Hope the music I sent via Eric arrived okay.

[identity profile] ron-drummond.livejournal.com 2009-12-28 06:45 am (UTC)(link)
I may just try out your mom's recipe with my Seattle friends come new year's. Thanks!

I dearly hope you like Jethro Tull. I will refrain from voicing the many superlatives I've used over the years; but I will say that the best of Tull's music awakens something in me that I can only call ancestral memory. I made this collection with you in mind; it's probably the best argument I can make for their music. But they are definitely not for everyone.

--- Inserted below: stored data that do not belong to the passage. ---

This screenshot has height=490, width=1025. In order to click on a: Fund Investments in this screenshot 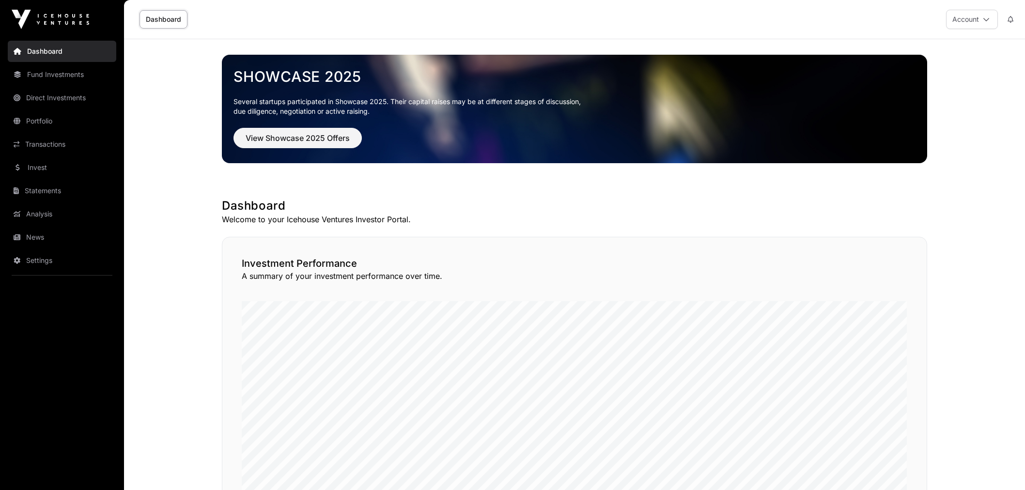, I will do `click(62, 75)`.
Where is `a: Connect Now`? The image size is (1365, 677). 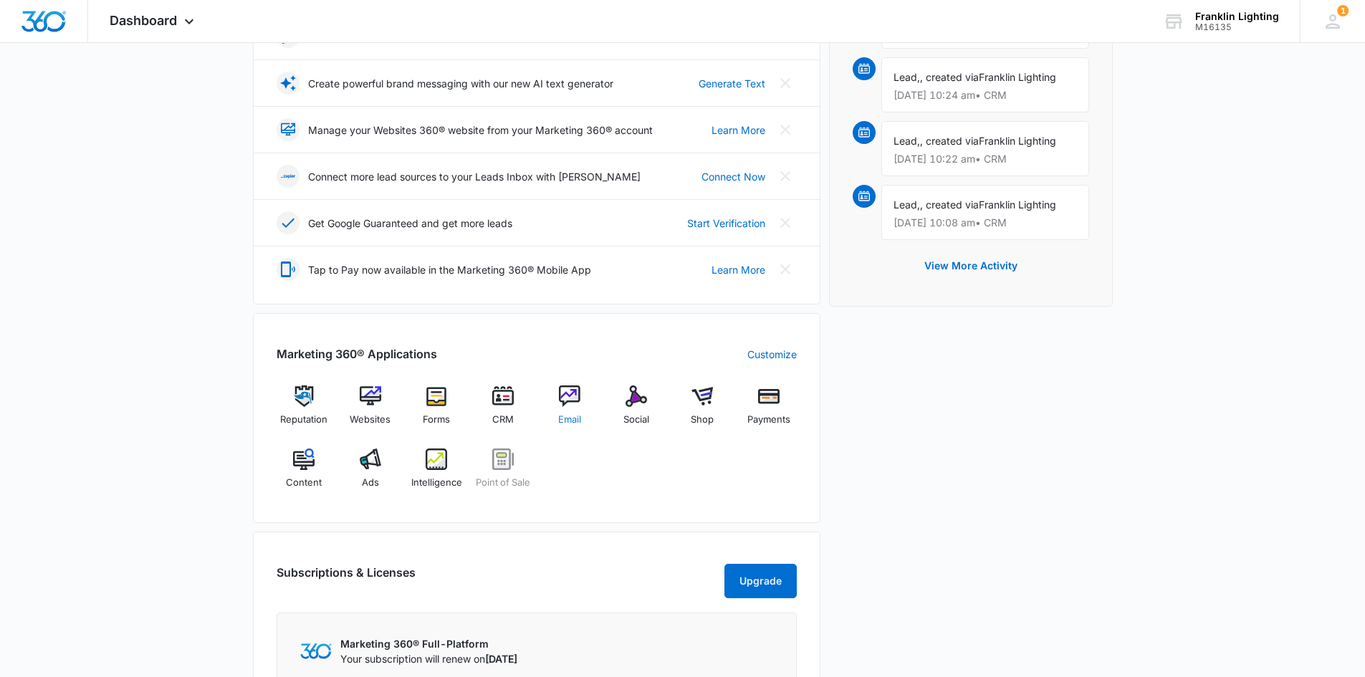 a: Connect Now is located at coordinates (733, 176).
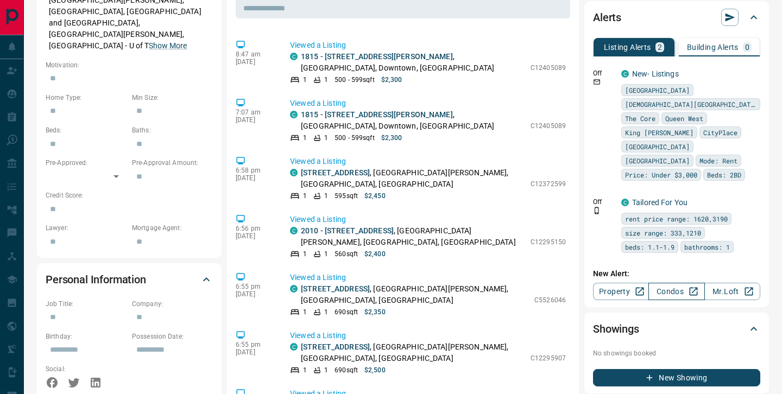  Describe the element at coordinates (346, 254) in the screenshot. I see `p: 560 sqft` at that location.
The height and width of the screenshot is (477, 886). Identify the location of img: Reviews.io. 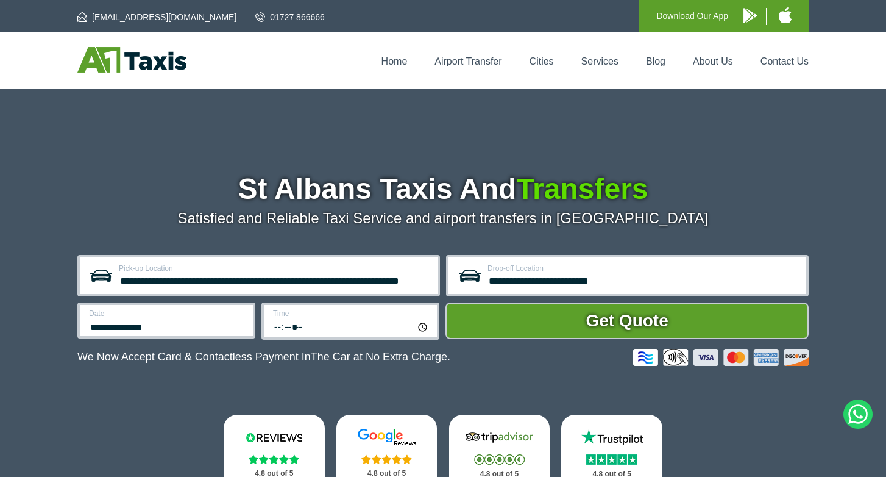
(274, 437).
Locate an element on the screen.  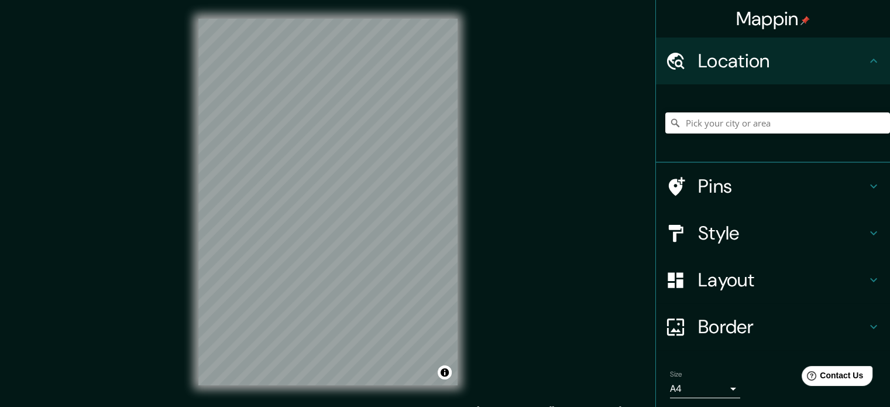
div: Location is located at coordinates (773, 61).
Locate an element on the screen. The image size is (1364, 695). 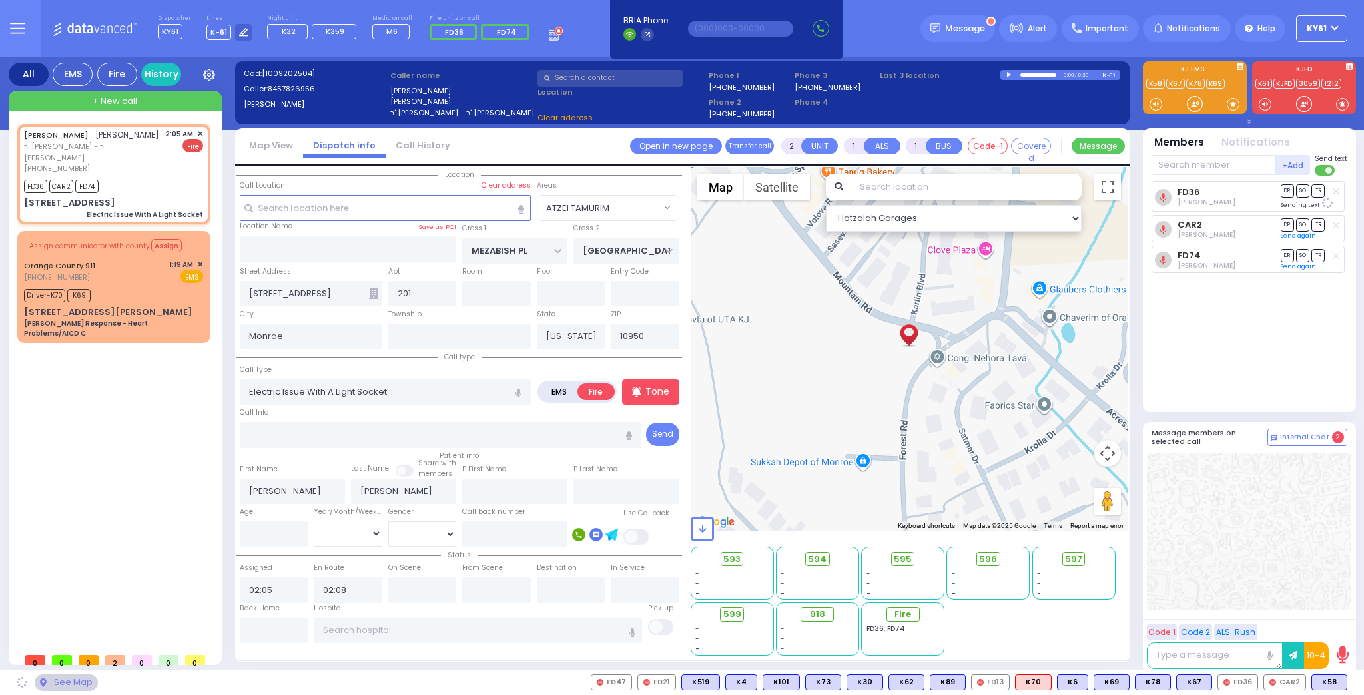
div: K6 is located at coordinates (1072, 682).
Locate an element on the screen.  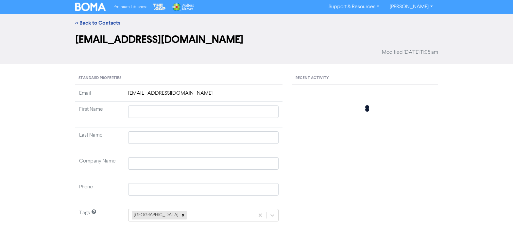
span: Premium Libraries: is located at coordinates (130, 7).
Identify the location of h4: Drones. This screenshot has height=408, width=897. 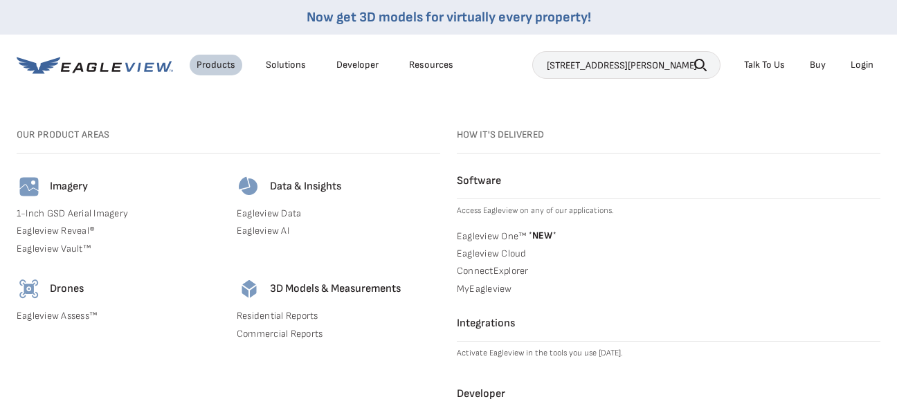
(66, 289).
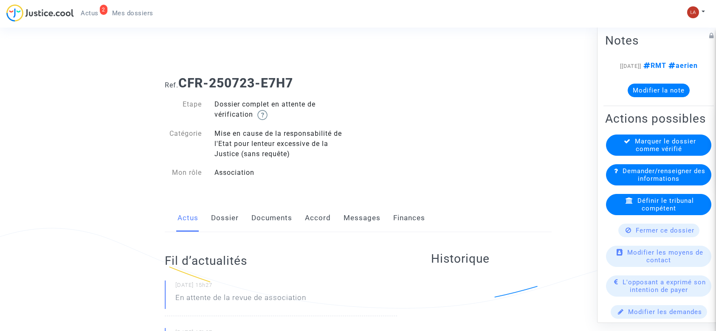 The width and height of the screenshot is (716, 331). Describe the element at coordinates (318, 218) in the screenshot. I see `a: Accord` at that location.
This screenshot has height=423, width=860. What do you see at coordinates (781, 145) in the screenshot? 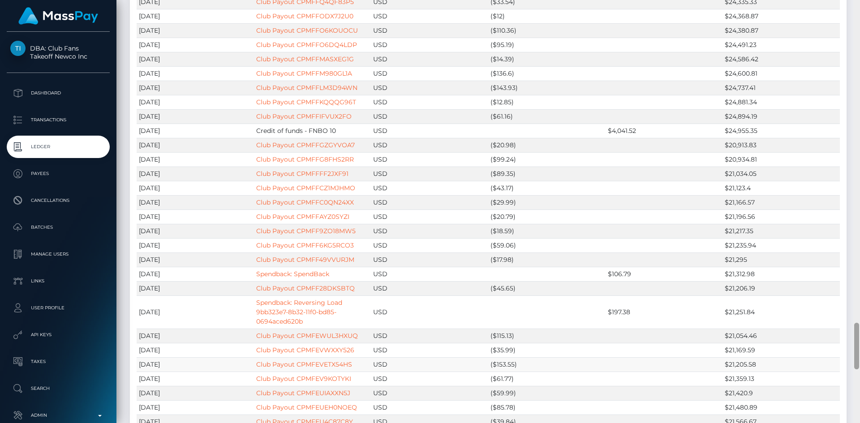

[identity profile] ron-drummond.livejournal.com 2009-12-28 06:48 am (UTC)(link)
P.S. Best listened to at robust volumes. :-)

[identity profile] ap-aelfwine.livejournal.com 2009-12-28 06:55 am (UTC)(link)
Fascinating. Thank you for these transcriptions.

The rich musical background of Ireland, with its hymns, jigs, reels and clog-dancing

I do have to admit that this made me wonder if whoever wrote the liner notes was confusing Ireland and Wales. There's not much tradition of hymn-singing in Ireland, and while sean nós dancing is similar to clogging it's not called that. But I'm probably just being an academic again.

[identity profile] ap-aelfwine.livejournal.com 2009-12-28 06:57 am (UTC)(link)
It would admittedly have been more awesome if Sting had arranged "Der Leiermann" for voice and hurdy-gurdy, but maybe someone else has already done that.

That would be awesome. I hope someone has.

[identity profile] rysmiel.livejournal.com 2009-12-31 07:32 pm (UTC)(link)
Shadow of a Gunman opens with shots off-stage.

It was close enough to the end of the Civil War in Ireland that the first-night audience went into a panic under the impression someone outside had really started shooting, and it apparently took considerable time and effort to get things to a point where the play could proceed beyond said noises off.